During the war Melville served with the South African Forces, but a fall when training brought a recurrence of his back trouble. For eleven months Melville wore a steel jacket, and it was thought that he would never play cricket again. After demobilisation in 1945 an intensive course of physical exercises brought about such a good recovery that he resumed playing, but took part in only two matches before dropping out. At first many feared that the back injury had re-asserted itself. Then came the news that his wife was suffering from infantile paralysis and that he was at home looking after the two children. Gradually Mrs. Melville got better, and by the beginning of the South African summer of 1946 Melville once more was able to return to cricket. Immediately he jumped into form, so that his choice as captain of the 1947 team became automatic.

Early in the season in England he broke a bone in the little finger of his left hand, and in the First Test strained his thigh, which did not completely right itself till the end of the summer.
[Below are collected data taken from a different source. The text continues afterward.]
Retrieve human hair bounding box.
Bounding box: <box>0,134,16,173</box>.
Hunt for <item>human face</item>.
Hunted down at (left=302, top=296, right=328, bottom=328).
Melville had hoped to bat first or third wicket down the Tests, but Dyer's inability to accustom himself to English conditions, probably because he was not well, created a pressing need for an opening batsman which Melville himself answered. This extra responsibility did not appear to affect his batting, for, after the early loss of Mitchell and Viljoen at Nottingham, he and Nourse set up a third wicket record for any Test with a stand of 319. Although handicapped by a bad limp throughout the second innings, he obtained a second century in the match, the first South African to do so against England. With another hundred in the Second Test, he created cricket history as the first man to score four consecutive Test centuries against England. Only J. H. Fingleton ( Australia), who got three against South Africa in 1936 and one against England some months later, had previously made four consecutively in Test cricket.

That performance at Lord's was Melville's crowning moment as a batsman. For the first two months of the season he had borne the main burden of a side lacking form and confidence, but the strain began to tell and his powers declined so much that, after making five centuries in his first 21 innings, he reached 50 only three times, and 100 once, in his last 19. The mental and physical exhaustion, indeed, took such toll of a never robust physique that on his return to South Africa Melville weighed 27 pounds less than when he set out; and, no doubt, the question of health influenced his retirement from cricket, announced during the winter.

Spectators at Nottingham were fortunate in seeing Melville's batting in all its phases. After the early setbacks his innings progressed from stylish care, with the forward defensive stroke a predominant feature, to immaculate and fluent stroke play. In the truest sense he has shown batting of the classic mould. Six feet two inches tall, he used his height both for attacking and defending, with mastery of all the strokes, in a way attaching particular attention to his strength as an on-side batsman. Unlike Nourse, Melville rarely seemed to thump the ball: perfect timing made it travel from his bat at uncommon speed. He hit without effort and, like all the best players, looked to have plenty of time in which to finish his strokes.

A shrewd, undemonstrative captain, he inspired the affection of his own men and the respect of his opponents. His frequent variations of field placing, all done by a slight movement of a finger, showed an astute knowledge of English batsman, and his work in the covers set a splendid example to a good fielding side.